Last week, I noted yet another bad case of Bush Derangement Syndrome (BDS): in the run-up to the SCHIP veto override vote, California Rep. Fortney "Pete" Stark declared that we're sending troops to Iraq "to get their heads blown off for the president's amusement" and that "Bush just likes to blow things up."
A couple of days ago, under pressure from his own party and facing censure for violating House rules, Stark apologized. That greatly upset the anti-war crowd, including at least some libertarian elements. Megan McArdle noted that "anti-war libertarian flirtation with the Democratic party may be even shorter than I expected," to which commenter Paul Zrimsek replied wickedly:
There's literally dozens of votes down the drain. And all to appease maybe a few million people who believe Congressmen shouldn't behave like jerks.
McArdle's post linked to an angry rant by Jim Henley at the libertarian Unqualified Offerings (emphasis added):
Here’s the thing to realize: Pete Stark is a powerful guy. I won’t argue that he’s one of the Secret Masters of the World or anything, but California’s most senior Congressman, ranking member on some powerful committees, has a lot more status and access than you or I do.
And his own party leadership joined their supposed minority opposition in rolling Pete Stark in his own shit. The message is clear. Whatever you want to call it – The War Party, the Beltway Consensus, the institutional structure of contemporary American politics, the Movement, whatever – will not brook consequential dissent. Individual congressmen aren’t that consequential, but they matter a lot more than anyone blogging.
“There are five thousand people in the world,” Mr. Van Arkady told Lauren Slaughter. The rest of the story is devoted to her discovery that she is not one of them. The last thing he tells her is, “You can still be killed.” Pete Stark probably isn’t one of the five thousand either. But he knows some of them. He’s too close to get away with loose talk. And he can still be killed, though it rarely comes to that, because it doesn’t have to.
If you like that over-the-top expression of BDS, check out some of the 100 or so comments, including this gem from co-blogger Thoreau:
So what’s in the file that they showed him? Dead girl? Live boy? Or is it just surveillance footage of his family, followed by statistics on brake failures in the model car that his kid drives? Or a document showing some problems on a tax return, followed by data on prison rape?
These people are not just deranged, they're remarkably stupid, too. Why would the Republicans coerce Stark into apologizing? Crazed, offensive remarks like that by your opponents are a gift that keeps on giving — for fundraising, motivating your base, putting other Democrats on the spot, … Republicans were probably hoping that Stark would make more such outrageous statements.
Later, after feeling the wrath of McArdle's "minions," Thoreau (and then Henley) walked it back a bit, acknowledging that Stark's apology wasn't necessarily coerced by Republican physical threats or blackmail (heck, it could have been Democratic threats or blackmail — they're all part of the same "ruling consensus"). But in acknowledging that he may have been "too paranoid," Thoreau tossed off the phrase "if both parties view it as beyond the pale to call the Emperor for what he is" — thus asserting that Stark was "speaking truth to power" when he claimed that soldiers die and things are blown up for Bush's amusement.
If that's not a serious outbreak of BDS, I don't know what is. I don't even want to venture into the comments accompanying those two newer posts.
I can certainly sympathize with the plight of Stephen Green, who tore up his Libertarian Party membership card without finding anything with which to replace it.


### [What the task asks]
Your answer should be the lines of the material that include the word "lifestyle".

### [Given data]
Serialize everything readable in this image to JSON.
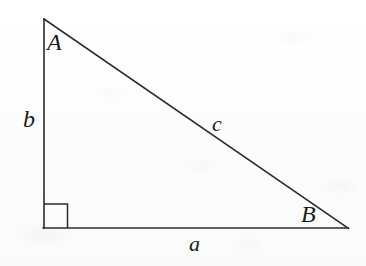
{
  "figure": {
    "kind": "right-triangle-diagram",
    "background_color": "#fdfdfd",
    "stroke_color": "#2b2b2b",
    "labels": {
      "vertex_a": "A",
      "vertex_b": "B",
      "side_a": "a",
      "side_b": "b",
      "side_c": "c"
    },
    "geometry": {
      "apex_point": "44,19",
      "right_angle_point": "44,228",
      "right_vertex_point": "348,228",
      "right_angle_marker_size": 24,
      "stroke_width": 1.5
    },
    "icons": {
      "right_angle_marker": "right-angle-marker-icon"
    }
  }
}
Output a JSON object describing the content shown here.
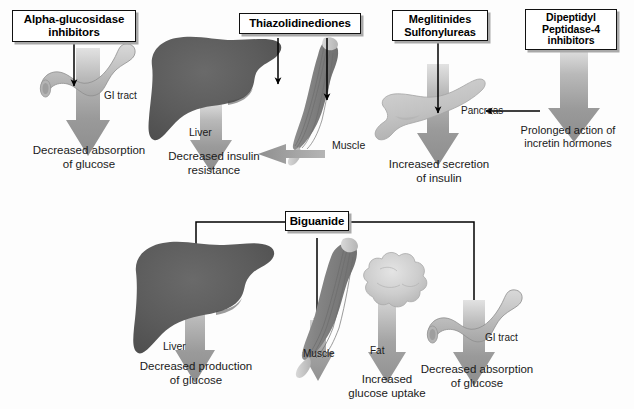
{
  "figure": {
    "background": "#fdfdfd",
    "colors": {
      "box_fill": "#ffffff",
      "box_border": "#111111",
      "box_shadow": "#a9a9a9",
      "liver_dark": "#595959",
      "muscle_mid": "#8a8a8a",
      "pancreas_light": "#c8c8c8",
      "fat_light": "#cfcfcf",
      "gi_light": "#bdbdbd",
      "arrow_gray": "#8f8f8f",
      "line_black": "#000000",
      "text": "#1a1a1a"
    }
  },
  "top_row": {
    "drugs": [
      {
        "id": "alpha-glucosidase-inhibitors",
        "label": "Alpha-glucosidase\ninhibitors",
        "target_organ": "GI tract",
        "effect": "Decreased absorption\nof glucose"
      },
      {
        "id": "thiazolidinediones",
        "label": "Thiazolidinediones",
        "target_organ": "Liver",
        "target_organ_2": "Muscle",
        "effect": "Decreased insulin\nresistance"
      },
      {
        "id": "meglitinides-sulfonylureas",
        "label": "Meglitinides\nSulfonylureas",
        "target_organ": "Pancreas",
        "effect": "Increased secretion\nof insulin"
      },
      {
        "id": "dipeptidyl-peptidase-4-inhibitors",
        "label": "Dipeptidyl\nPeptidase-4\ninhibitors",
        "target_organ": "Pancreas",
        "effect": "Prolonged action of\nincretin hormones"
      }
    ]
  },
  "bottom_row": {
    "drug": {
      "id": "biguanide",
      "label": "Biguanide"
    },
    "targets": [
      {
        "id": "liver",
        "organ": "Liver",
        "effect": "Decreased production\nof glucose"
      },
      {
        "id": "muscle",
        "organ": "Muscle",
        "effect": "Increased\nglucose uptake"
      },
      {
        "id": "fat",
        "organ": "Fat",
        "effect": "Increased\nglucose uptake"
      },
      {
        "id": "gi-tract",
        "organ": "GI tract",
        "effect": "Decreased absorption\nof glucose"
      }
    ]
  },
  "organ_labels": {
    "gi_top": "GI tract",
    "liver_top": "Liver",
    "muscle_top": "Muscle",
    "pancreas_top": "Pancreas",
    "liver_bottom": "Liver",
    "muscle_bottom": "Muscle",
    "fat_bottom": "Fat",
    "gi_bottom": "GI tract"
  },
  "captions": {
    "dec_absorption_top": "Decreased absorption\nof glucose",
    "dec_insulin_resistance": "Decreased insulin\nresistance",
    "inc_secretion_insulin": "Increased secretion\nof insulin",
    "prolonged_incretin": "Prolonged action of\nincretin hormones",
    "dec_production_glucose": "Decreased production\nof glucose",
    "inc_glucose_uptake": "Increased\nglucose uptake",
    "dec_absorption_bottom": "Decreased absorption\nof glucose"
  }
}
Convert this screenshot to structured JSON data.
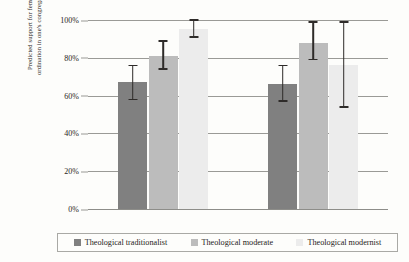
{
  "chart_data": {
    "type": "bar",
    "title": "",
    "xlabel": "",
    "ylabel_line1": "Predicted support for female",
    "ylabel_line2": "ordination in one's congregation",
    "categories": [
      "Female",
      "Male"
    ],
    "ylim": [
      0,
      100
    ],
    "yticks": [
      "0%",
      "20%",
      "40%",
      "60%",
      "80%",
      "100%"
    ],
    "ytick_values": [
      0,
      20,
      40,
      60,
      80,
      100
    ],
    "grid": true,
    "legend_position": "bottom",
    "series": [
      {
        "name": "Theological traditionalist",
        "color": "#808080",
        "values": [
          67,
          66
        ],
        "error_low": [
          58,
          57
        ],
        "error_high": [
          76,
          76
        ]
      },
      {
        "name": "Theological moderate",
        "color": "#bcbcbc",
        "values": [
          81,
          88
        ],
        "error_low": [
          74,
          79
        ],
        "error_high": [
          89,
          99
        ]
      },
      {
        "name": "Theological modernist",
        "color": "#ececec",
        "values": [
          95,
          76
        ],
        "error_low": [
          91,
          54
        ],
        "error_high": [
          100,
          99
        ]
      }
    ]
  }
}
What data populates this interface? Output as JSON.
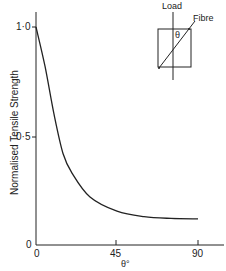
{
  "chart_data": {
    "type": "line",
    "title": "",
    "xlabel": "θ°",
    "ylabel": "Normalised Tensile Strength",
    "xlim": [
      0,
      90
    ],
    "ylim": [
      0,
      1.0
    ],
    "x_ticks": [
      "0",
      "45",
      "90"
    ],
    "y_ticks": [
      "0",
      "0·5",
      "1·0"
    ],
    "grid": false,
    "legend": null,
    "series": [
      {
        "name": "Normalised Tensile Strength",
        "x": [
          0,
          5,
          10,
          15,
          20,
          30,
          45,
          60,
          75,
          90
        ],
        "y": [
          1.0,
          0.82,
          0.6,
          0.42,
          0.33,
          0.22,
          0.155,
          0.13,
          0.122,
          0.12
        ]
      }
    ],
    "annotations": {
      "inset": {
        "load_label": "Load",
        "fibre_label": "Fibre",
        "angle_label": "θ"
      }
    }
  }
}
==
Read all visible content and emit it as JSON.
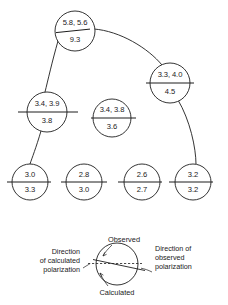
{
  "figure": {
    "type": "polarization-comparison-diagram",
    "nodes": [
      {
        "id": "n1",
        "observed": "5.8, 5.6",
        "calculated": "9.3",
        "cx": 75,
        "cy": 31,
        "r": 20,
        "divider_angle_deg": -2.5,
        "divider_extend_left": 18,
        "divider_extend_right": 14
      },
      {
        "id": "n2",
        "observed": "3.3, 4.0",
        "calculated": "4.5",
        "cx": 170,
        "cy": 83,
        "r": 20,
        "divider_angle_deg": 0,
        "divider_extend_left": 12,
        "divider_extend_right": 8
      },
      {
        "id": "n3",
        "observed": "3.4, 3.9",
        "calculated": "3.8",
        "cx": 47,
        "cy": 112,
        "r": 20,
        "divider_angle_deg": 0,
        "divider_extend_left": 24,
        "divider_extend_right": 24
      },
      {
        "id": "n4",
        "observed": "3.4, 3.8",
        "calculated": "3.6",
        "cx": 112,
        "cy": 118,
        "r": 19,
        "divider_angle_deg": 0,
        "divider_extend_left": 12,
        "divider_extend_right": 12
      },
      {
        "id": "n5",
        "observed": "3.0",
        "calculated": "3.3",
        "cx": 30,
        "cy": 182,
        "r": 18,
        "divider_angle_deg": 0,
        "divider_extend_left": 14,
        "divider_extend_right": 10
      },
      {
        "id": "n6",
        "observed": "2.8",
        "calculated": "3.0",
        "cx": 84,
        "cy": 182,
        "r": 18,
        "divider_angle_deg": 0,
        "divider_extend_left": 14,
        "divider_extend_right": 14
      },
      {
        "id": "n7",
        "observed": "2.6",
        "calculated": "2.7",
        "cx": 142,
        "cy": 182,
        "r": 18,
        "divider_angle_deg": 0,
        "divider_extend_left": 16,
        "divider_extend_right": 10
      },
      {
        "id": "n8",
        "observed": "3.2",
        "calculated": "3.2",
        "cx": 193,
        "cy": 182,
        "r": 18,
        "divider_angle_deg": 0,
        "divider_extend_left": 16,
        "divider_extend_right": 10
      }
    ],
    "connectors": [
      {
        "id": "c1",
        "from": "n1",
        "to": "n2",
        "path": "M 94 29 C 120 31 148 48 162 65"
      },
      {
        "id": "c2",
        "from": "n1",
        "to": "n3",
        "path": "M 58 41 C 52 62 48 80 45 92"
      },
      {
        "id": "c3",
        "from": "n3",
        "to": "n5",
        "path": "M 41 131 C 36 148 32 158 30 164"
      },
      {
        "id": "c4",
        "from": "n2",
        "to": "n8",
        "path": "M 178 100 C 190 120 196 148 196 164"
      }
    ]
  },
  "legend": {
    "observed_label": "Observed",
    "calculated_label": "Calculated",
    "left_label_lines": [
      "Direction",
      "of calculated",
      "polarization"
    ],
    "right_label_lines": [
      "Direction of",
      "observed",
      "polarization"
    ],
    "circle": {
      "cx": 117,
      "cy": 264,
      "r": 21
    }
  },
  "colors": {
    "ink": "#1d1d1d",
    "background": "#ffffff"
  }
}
* * *
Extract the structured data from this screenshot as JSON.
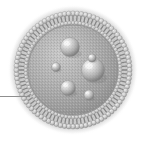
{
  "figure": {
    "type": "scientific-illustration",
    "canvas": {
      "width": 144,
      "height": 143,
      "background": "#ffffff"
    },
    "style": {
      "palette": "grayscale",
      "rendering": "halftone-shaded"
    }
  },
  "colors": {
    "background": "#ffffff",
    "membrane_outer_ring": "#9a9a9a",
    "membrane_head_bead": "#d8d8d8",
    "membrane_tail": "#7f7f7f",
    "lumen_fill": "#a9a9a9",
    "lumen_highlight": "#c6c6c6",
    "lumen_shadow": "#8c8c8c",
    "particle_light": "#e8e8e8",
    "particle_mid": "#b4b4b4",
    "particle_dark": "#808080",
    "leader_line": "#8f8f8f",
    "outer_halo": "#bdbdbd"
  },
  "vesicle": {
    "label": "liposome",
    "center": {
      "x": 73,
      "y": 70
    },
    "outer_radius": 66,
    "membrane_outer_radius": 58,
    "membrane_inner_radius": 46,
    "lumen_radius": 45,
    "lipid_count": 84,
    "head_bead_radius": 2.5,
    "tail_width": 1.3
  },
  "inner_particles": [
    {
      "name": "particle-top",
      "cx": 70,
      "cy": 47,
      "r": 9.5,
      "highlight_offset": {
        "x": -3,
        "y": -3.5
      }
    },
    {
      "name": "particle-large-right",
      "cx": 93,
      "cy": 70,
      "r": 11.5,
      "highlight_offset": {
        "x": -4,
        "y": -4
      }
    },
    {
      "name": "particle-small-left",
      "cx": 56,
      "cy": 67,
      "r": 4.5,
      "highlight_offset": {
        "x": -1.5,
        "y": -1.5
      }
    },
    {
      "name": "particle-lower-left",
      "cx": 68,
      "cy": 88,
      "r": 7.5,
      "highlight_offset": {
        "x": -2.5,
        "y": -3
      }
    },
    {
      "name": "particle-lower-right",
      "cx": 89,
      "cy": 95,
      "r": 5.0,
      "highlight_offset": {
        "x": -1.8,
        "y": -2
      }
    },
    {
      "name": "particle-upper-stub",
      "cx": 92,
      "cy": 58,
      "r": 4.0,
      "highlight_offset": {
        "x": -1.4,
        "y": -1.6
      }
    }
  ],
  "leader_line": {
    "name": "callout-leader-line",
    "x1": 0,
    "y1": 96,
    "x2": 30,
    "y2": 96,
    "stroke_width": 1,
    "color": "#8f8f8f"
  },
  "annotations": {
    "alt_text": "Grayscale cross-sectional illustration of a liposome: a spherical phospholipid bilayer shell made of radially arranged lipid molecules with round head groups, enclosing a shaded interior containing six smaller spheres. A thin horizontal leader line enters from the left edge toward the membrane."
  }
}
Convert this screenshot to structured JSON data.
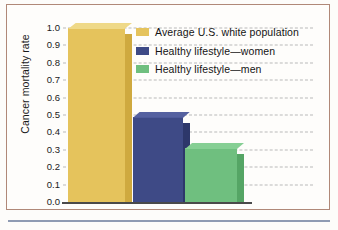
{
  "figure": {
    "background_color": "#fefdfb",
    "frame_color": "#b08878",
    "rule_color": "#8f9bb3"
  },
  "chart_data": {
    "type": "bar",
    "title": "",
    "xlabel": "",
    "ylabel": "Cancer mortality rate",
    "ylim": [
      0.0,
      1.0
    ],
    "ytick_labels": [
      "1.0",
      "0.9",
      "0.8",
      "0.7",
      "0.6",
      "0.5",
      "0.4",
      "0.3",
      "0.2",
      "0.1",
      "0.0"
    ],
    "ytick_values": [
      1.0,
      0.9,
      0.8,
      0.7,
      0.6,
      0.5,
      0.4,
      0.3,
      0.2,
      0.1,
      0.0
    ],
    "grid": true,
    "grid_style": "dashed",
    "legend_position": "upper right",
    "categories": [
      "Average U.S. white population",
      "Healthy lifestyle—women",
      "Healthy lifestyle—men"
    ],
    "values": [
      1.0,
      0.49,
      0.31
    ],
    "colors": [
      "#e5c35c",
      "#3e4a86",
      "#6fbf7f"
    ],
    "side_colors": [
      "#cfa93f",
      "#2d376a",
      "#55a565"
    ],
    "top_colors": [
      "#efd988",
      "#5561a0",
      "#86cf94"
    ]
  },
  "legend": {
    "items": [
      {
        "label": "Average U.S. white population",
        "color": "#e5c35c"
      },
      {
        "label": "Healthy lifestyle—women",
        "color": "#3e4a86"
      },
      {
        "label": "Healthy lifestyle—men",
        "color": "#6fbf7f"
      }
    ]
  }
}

### [Response for this exercise]
      "Healthy lifestyle—women",
      "Healthy lifestyle—men"
        "label": "Healthy lifestyle—women",
        "label": "Healthy lifestyle—men",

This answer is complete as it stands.